Bad Astronomy

Galactic tentacles of DOOM

Today is a good day for awesome images. Check out M86 and NGC 4438:

These two galaxies lie in the Virgo Cluster, a city of galaxies about 50 million light years away. Life is crowded in the cluster, and collisions between galaxies are common.

Now, that line sounds pretty mundane, but think about it: entire galaxies collide! They slam into each other at hundreds of kilometers per second! Billions of stars interact gravitationally! Gas clouds impact creating cosmic fireworks on an epic scale! AIIIIEEEE!!!!!!

Phew. OK. That’s outta my system now.

So we see galaxy collisions all the time, but sometimes the evidence is weak. NGC 4438 is the galaxy on the left, and it’s all twisty and distorted. M86 is a more normal looking elliptical. But looking at the gas content of M86 has indicated something is going on; it’s heated up pretty well, and distorted. But it wasn’t until now we could see why.

That image above is from a 4 meter telescope in Arizona. It has a camera that allows it to collect a lot of light over a big area of the sky. When a filter was used that isolates warm hydrogen gas, astronomers found these tendrils connecting the two galaxies. Those tentacles are the shrapnel of the impact, streamed out in the aftermath of the collision… and the galaxies are now 400,000 light years apart. That’s four times the size of our Milky Way.

The sciencey part of this is that they looked for new stars being born in those filaments; that’s common after collisions. However, there aren’t any! The collision happened at such high speed that the gas got really hot, and couldn’t condense to form stars. That has implications for the galaxies themselves. It’s been something of a mystery as to why elliptical galaxies stopped forming stars early in their lives. It’s thought the central supermassive black hole in the center of every galaxy plays a part; as the black hole feeds on matter it blows off a huge wind, blowing out the galaxy’s gas and cutting off star formation.

But now we see that collisions may play a role as well, heating up the galaxy’s gas and preventing it from making stars. It’s hard to say how much each process contributes; early in a galaxy’s life it hasn’t had much time to collide with others, so maybe this becomes important later. And spirals have those black holes too, yet stars still form in them. Obviously, there’s a lot of complicated stuff going on.

Either way, with these new detectors we can look deep into the goings-on of nearby galaxy clusters and learn more about them. And there’s a lot to learn! I’ll note that Virgo is the nearest big cluster, and M86 is visible easily in binoculars, yet here’s something new and surprising to discover about it.

Oh, and that edge-on spiral in the lower right? That’s NGC 4388, which was once thought to be associated somehow with M86. But the filaments seen emanating from it are really high velocity, so something else may be going on there as well.

In a couple of billion years, our Milky Way galaxy will collide with Andromeda in a pretty decently ginormous event. They’ll pass through each other, but then fall back again. Over the course of about five billion more years, and a handful of passes, the two will merge into one massive galaxy. What will happen to us then? Will the Sun fall toward our own central black hole? Or will we get ejected from the galaxy, flung out into intergalactic space?

We don’t know. But I know where you can find out more info… Chapter 8. Mwuhahahahahaha!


Every line of the entries below that mentions "papua" is to be copied out.

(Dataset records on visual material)
- Opening Delimiter -

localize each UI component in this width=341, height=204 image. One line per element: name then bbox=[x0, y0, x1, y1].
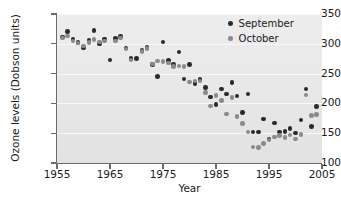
data-point bbox=[145, 46, 150, 51]
x-axis-title: Year bbox=[57, 182, 322, 194]
data-point bbox=[203, 90, 208, 95]
data-point bbox=[171, 64, 176, 69]
data-point bbox=[134, 56, 139, 61]
data-point bbox=[261, 117, 266, 122]
x-tick-label: 2005 bbox=[302, 168, 341, 180]
x-tick-label: 1995 bbox=[249, 168, 289, 180]
data-point bbox=[182, 64, 187, 69]
y-tick bbox=[51, 73, 56, 74]
legend-label-september: September bbox=[239, 18, 294, 29]
data-point bbox=[283, 135, 288, 140]
data-point bbox=[224, 112, 229, 117]
data-point bbox=[240, 121, 245, 126]
data-point bbox=[87, 40, 92, 45]
x-tick-label: 1975 bbox=[143, 168, 183, 180]
data-point bbox=[129, 58, 134, 63]
legend-item-september: September bbox=[228, 16, 294, 31]
gridline bbox=[57, 103, 322, 104]
data-point bbox=[314, 112, 319, 117]
data-point bbox=[230, 95, 235, 100]
y-tick-label: 200 bbox=[295, 96, 341, 108]
data-point bbox=[251, 145, 256, 150]
data-point bbox=[235, 94, 240, 99]
data-point bbox=[208, 95, 213, 100]
y-axis-line bbox=[56, 13, 57, 164]
y-tick bbox=[51, 133, 56, 134]
data-point bbox=[267, 138, 272, 143]
data-point bbox=[161, 59, 166, 64]
data-point bbox=[108, 58, 113, 63]
data-point bbox=[198, 79, 203, 84]
legend-item-october: October bbox=[228, 31, 294, 46]
y-tick bbox=[51, 13, 56, 14]
data-point bbox=[277, 133, 282, 138]
gridline bbox=[57, 74, 322, 75]
data-point bbox=[288, 133, 293, 138]
y-tick-label: 150 bbox=[295, 126, 341, 138]
y-tick-label: 250 bbox=[295, 67, 341, 79]
data-point bbox=[235, 114, 240, 119]
data-point bbox=[272, 135, 277, 140]
data-point bbox=[224, 92, 229, 97]
legend-marker-icon-october bbox=[228, 36, 233, 41]
data-point bbox=[65, 34, 70, 39]
data-point bbox=[246, 92, 251, 97]
y-tick bbox=[51, 43, 56, 44]
data-point bbox=[256, 130, 261, 135]
x-axis-line bbox=[56, 163, 322, 164]
ozone-scatter-chart: Ozone levels (Dobson units) 100150200250… bbox=[0, 0, 341, 204]
data-point bbox=[177, 50, 182, 55]
data-point bbox=[208, 104, 213, 109]
legend: September October bbox=[228, 16, 294, 46]
data-point bbox=[118, 36, 123, 41]
data-point bbox=[97, 40, 102, 45]
data-point bbox=[60, 36, 65, 41]
data-point bbox=[288, 126, 293, 131]
data-point bbox=[182, 77, 187, 82]
data-point bbox=[309, 113, 314, 118]
legend-marker-icon-september bbox=[228, 21, 233, 26]
y-tick bbox=[51, 162, 56, 163]
x-tick-label: 1965 bbox=[90, 168, 130, 180]
data-point bbox=[71, 39, 76, 44]
data-point bbox=[219, 87, 224, 92]
legend-label-october: October bbox=[239, 33, 279, 44]
data-point bbox=[177, 64, 182, 69]
data-point bbox=[203, 85, 208, 90]
data-point bbox=[140, 49, 145, 54]
data-point bbox=[187, 62, 192, 67]
data-point bbox=[102, 39, 107, 44]
data-point bbox=[92, 37, 97, 42]
data-point bbox=[65, 29, 70, 34]
data-point bbox=[150, 62, 155, 67]
x-tick-label: 1985 bbox=[196, 168, 236, 180]
data-point bbox=[283, 129, 288, 134]
data-point bbox=[124, 47, 129, 52]
data-point bbox=[272, 121, 277, 126]
y-tick-label: 350 bbox=[295, 7, 341, 19]
data-point bbox=[193, 79, 198, 84]
data-point bbox=[230, 80, 235, 85]
y-tick-label: 300 bbox=[295, 37, 341, 49]
data-point bbox=[155, 74, 160, 79]
data-point bbox=[214, 93, 219, 98]
data-point bbox=[261, 141, 266, 146]
x-tick-label: 1955 bbox=[37, 168, 77, 180]
data-point bbox=[240, 110, 245, 115]
data-point bbox=[219, 98, 224, 103]
y-tick-label: 100 bbox=[295, 156, 341, 168]
data-point bbox=[187, 80, 192, 85]
gridline bbox=[57, 14, 322, 15]
data-point bbox=[304, 87, 309, 92]
data-point bbox=[113, 39, 118, 44]
data-point bbox=[92, 28, 97, 33]
y-tick bbox=[51, 103, 56, 104]
gridline bbox=[57, 133, 322, 134]
data-point bbox=[256, 145, 261, 150]
data-point bbox=[155, 59, 160, 64]
data-point bbox=[166, 61, 171, 66]
y-axis-title: Ozone levels (Dobson units) bbox=[6, 8, 24, 168]
data-point bbox=[299, 118, 304, 123]
data-point bbox=[214, 102, 219, 107]
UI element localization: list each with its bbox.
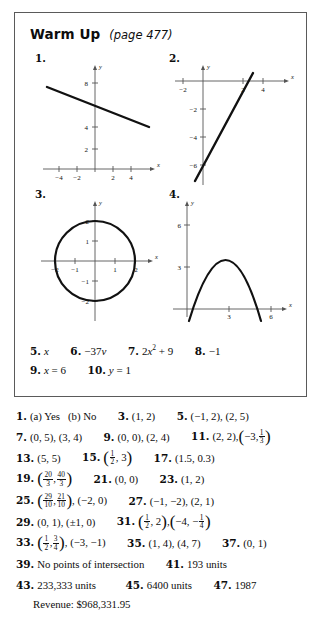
answer-row-9: 43.233,333 units 45.6400 units 47.1987 [16, 577, 312, 593]
answer-5-text: (−1, 2), (2, 5) [191, 410, 249, 422]
answer-31-tail1: , 2 [150, 515, 161, 527]
answer-number-17: 17. [154, 452, 172, 464]
svg-text:6: 6 [178, 222, 182, 230]
graph-4-plot: 3 6 3 6 x y [167, 193, 297, 325]
warm-up-number-7: 7. [128, 345, 139, 357]
svg-text:y: y [206, 63, 210, 70]
warm-up-number-10: 10. [88, 364, 106, 376]
answer-number-7: 7. [16, 431, 27, 443]
answer-47-text: 1987 [235, 579, 257, 591]
answer-45: 45.6400 units [125, 578, 192, 593]
answer-29-text: (0, 1), (±1, 0) [37, 516, 95, 528]
answer-1: 1.(a) Yes(b) No [16, 409, 96, 424]
svg-text:−4: −4 [55, 174, 63, 182]
answer-number-35: 35. [127, 537, 145, 549]
answer-25: 25.(2910,2110), (−2, 0) [16, 493, 107, 510]
answer-47: 47.1987 [213, 578, 256, 593]
warm-up-answer-8: 8.−1 [195, 345, 221, 359]
fraction-one-half: 12 [110, 450, 116, 466]
answer-37: 37.(0, 1) [222, 536, 267, 551]
svg-text:4: 4 [129, 174, 133, 182]
answer-1a-text: (a) Yes [30, 410, 60, 422]
answer-number-29: 29. [16, 516, 34, 528]
answer-35: 35.(1, 4), (4, 7) [127, 536, 200, 551]
exercise-answer-list: 1.(a) Yes(b) No 3.(1, 2) 5.(−1, 2), (2, … [16, 408, 312, 611]
warm-up-number-8: 8. [195, 345, 206, 357]
svg-text:6: 6 [269, 313, 273, 321]
warm-up-number-5: 5. [30, 345, 41, 357]
answer-row-2: 7.(0, 5), (3, 4) 9.(0, 0), (2, 4) 11.(2,… [16, 428, 312, 445]
svg-text:y: y [98, 63, 102, 70]
answer-17: 17.(1.5, 0.3) [154, 451, 215, 466]
answer-number-15: 15. [82, 451, 100, 463]
svg-text:3: 3 [178, 264, 182, 272]
graph-cell-4: 4. 3 6 3 6 x y [167, 189, 297, 324]
warm-up-answer-9: 9.x = 6 [30, 364, 66, 378]
answer-5: 5.(−1, 2), (2, 5) [177, 409, 249, 424]
svg-text:3: 3 [227, 313, 231, 321]
answer-7-text: (0, 5), (3, 4) [30, 431, 82, 443]
answer-number-23: 23. [160, 473, 178, 485]
svg-text:x: x [154, 253, 158, 260]
answer-41: 41.193 units [166, 557, 227, 572]
svg-text:y: y [190, 199, 194, 206]
answer-row-6: 29.(0, 1), (±1, 0) 31.(12, 2),(−4, −14) [16, 514, 312, 531]
svg-text:x: x [288, 301, 292, 308]
answer-35-text: (1, 4), (4, 7) [148, 537, 200, 549]
warm-up-answer-6: 6.−37v [70, 345, 106, 359]
answer-39: 39.No points of intersection [16, 557, 144, 572]
warm-up-panel: Warm Up(page 477) 1. −4 [14, 12, 307, 397]
answer-11-first-pair: (2, 2), [212, 430, 238, 442]
answer-3-text: (1, 2) [132, 410, 155, 422]
warm-up-answers: 5.x 6.−37v 7.2x2 + 9 8.−1 9.x = 6 10.y =… [30, 343, 300, 384]
graph-cell-3: 3. −2 −1 1 2 [33, 189, 163, 324]
answer-11: 11.(2, 2),(−3,13) [191, 429, 271, 446]
answer-17-text: (1.5, 0.3) [175, 452, 215, 464]
answer-31-second-x: −4, − [175, 515, 198, 527]
answer-number-33: 33. [16, 536, 34, 548]
svg-text:−1: −1 [71, 266, 79, 274]
answer-number-43: 43. [16, 579, 34, 591]
svg-text:−1: −1 [82, 278, 90, 286]
fraction-three-fourths: 34 [53, 535, 59, 551]
answer-43-text: 233,333 units [37, 579, 96, 591]
answer-number-19: 19. [16, 472, 34, 484]
answer-9: 9.(0, 0), (2, 4) [104, 430, 170, 445]
answer-row-3: 13.(5, 5) 15.(12, 3) 17.(1.5, 0.3) [16, 450, 312, 467]
warm-up-number-9: 9. [30, 364, 41, 376]
graph-3-plot: −2 −1 1 2 2 1 −1 −2 x y [33, 193, 163, 325]
answer-13: 13.(5, 5) [16, 451, 61, 466]
answer-11-second-x: −3, [244, 430, 258, 442]
fraction-one-fourth: 14 [199, 514, 205, 530]
answer-3: 3.(1, 2) [118, 409, 155, 424]
answer-39-text: No points of intersection [37, 558, 144, 570]
answer-key-page: Warm Up(page 477) 1. −4 [0, 0, 323, 628]
svg-text:1: 1 [86, 238, 90, 246]
warm-up-answer-5: 5.x [30, 345, 49, 359]
fraction-twenty-thirds: 203 [43, 471, 52, 487]
answer-23: 23.(1, 2) [160, 472, 205, 487]
warm-up-answer-7: 7.2x2 + 9 [128, 343, 173, 358]
answer-29: 29.(0, 1), (±1, 0) [16, 515, 95, 530]
answer-row-4: 19.(203,403) 21.(0, 0) 23.(1, 2) [16, 471, 312, 488]
svg-text:−6: −6 [190, 162, 198, 170]
warm-up-title: Warm Up [30, 26, 100, 42]
answer-row-5: 25.(2910,2110), (−2, 0) 27.(−1, −2), (2,… [16, 492, 312, 509]
warm-up-header: Warm Up(page 477) [30, 25, 173, 43]
svg-text:8: 8 [85, 80, 89, 88]
fraction-one-half-c: 12 [43, 535, 49, 551]
warm-up-answers-line-1: 5.x 6.−37v 7.2x2 + 9 8.−1 [30, 343, 300, 358]
svg-text:2: 2 [111, 174, 115, 182]
fraction-one-half-b: 12 [144, 514, 150, 530]
warm-up-answers-line-2: 9.x = 6 10.y = 1 [30, 364, 300, 378]
svg-text:−2: −2 [179, 86, 187, 94]
svg-text:−2: −2 [73, 174, 81, 182]
svg-text:4: 4 [261, 86, 265, 94]
answer-number-9: 9. [104, 431, 115, 443]
answer-number-1: 1. [16, 410, 27, 422]
svg-text:2: 2 [85, 146, 89, 154]
answer-33: 33.(12,34), (−3, −1) [16, 535, 106, 552]
graph-cell-1: 1. −4 −2 2 4 2 [33, 53, 163, 183]
svg-text:1: 1 [113, 266, 117, 274]
answer-21: 21.(0, 0) [94, 472, 139, 487]
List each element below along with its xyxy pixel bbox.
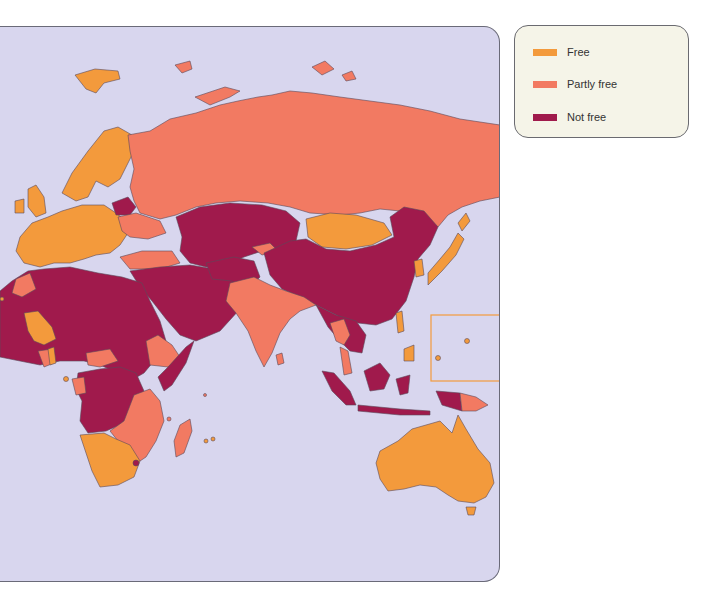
region-indonesia-islands [358, 405, 430, 415]
legend-swatch-free [533, 49, 557, 56]
legend-item-free: Free [533, 45, 590, 59]
island-dot [0, 297, 4, 301]
region-arctic-islands [175, 61, 356, 81]
region-tasmania [466, 507, 476, 515]
island-dot [204, 394, 207, 397]
region-philippines [396, 311, 414, 361]
world-freedom-map [0, 26, 500, 582]
legend-label-free: Free [567, 46, 590, 58]
region-uk [28, 185, 46, 217]
legend-item-not-free: Not free [533, 110, 606, 124]
region-scandinavia [62, 127, 134, 201]
legend-swatch-not-free [533, 114, 557, 121]
island-dot [436, 356, 441, 361]
legend-label-not-free: Not free [567, 111, 606, 123]
island-dot [64, 377, 69, 382]
inset-box [431, 315, 500, 381]
island-dot [204, 439, 208, 443]
island-dot [465, 339, 470, 344]
region-ireland [15, 199, 24, 213]
region-sri-lanka [276, 353, 284, 365]
region-russia [128, 91, 500, 227]
region-papua-new-guinea [460, 393, 488, 411]
region-australia [376, 415, 494, 503]
island-dot [167, 417, 171, 421]
legend-swatch-partly-free [533, 81, 557, 88]
region-svalbard [75, 69, 120, 93]
region-gabon [72, 377, 86, 395]
legend-item-partly-free: Partly free [533, 77, 617, 91]
legend: Free Partly free Not free [514, 25, 689, 138]
map-svg [0, 26, 500, 582]
region-sulawesi [396, 375, 410, 395]
island-dot [211, 437, 215, 441]
legend-label-partly-free: Partly free [567, 78, 617, 90]
region-indonesia-sumatra [322, 371, 356, 405]
region-madagascar [174, 419, 192, 457]
region-papua-west [436, 391, 462, 411]
region-south-korea [414, 259, 424, 277]
region-western-europe [16, 205, 128, 267]
region-belarus [112, 197, 136, 215]
region-swaziland [133, 460, 139, 466]
region-indonesia-borneo [364, 363, 390, 391]
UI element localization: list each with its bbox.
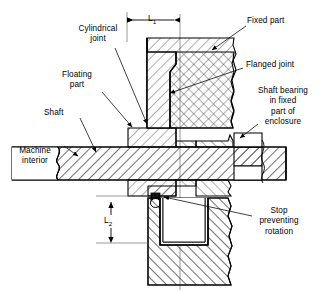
floating-part-upper [128,128,233,147]
label-floating-part: Floating part [50,70,104,91]
fixed-part-lower [148,198,232,285]
label-shaft: Shaft [44,108,94,118]
label-cylindrical-joint: Cylindrical joint [62,24,134,45]
label-fixed-part: Fixed part [247,16,317,26]
label-stop-preventing-rotation: Stop preventing rotation [248,206,310,237]
label-shaft-bearing: Shaft bearing in fixed part of enclosure [248,86,318,128]
dimension-l1-subscript: 1 [153,18,156,25]
figure-canvas: Cylindrical joint Floating part Shaft Ma… [0,0,322,292]
dimension-label-l2: L2 [104,215,112,227]
label-flanged-joint: Flanged joint [246,60,322,70]
dimension-label-l1: L1 [148,13,156,25]
label-machine-interior: Machine interior [6,146,64,167]
dimension-l2-subscript: 2 [109,220,112,227]
shaft-bearing-block [234,133,264,183]
floating-part-lower [128,180,231,196]
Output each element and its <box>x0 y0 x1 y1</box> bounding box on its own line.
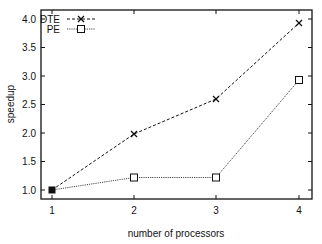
x-axis-tick-labels: 1 2 3 4 <box>49 205 302 216</box>
speedup-chart: 1.0 1.5 2.0 2.5 3.0 3.5 4.0 1 2 3 4 numb… <box>0 0 322 244</box>
y-tick-label: 3.5 <box>22 42 36 53</box>
y-axis-tick-labels: 1.0 1.5 2.0 2.5 3.0 3.5 4.0 <box>22 14 36 196</box>
x-tick-label: 4 <box>296 205 302 216</box>
square-marker-icon <box>78 26 85 33</box>
square-marker-icon <box>213 174 220 181</box>
series-pe <box>52 77 303 191</box>
series-dte <box>52 20 302 190</box>
x-marker-icon <box>131 131 137 137</box>
x-axis-ticks <box>52 10 299 199</box>
x-axis-title: number of processors <box>128 228 225 239</box>
y-axis-title: speedup <box>5 84 16 123</box>
y-axis-ticks <box>41 19 312 190</box>
square-marker-icon <box>131 174 138 181</box>
x-tick-label: 1 <box>49 205 55 216</box>
x-tick-label: 3 <box>213 205 219 216</box>
legend: DTE PE <box>40 14 95 35</box>
start-point-marker-icon <box>49 187 56 194</box>
y-tick-label: 1.5 <box>22 156 36 167</box>
x-marker-icon <box>296 20 302 26</box>
x-marker-icon <box>213 96 219 102</box>
square-marker-icon <box>296 77 303 84</box>
y-tick-label: 2.0 <box>22 128 36 139</box>
y-tick-label: 3.0 <box>22 71 36 82</box>
y-tick-label: 2.5 <box>22 99 36 110</box>
legend-label-pe: PE <box>47 24 61 35</box>
x-tick-label: 2 <box>131 205 137 216</box>
y-tick-label: 1.0 <box>22 185 36 196</box>
y-tick-label: 4.0 <box>22 14 36 25</box>
plot-frame <box>41 10 312 199</box>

- Closing Delimiter -

(YOUR RESPONSE)
region-papua-new-guinea [460, 393, 488, 411]
region-papua-west [436, 391, 462, 411]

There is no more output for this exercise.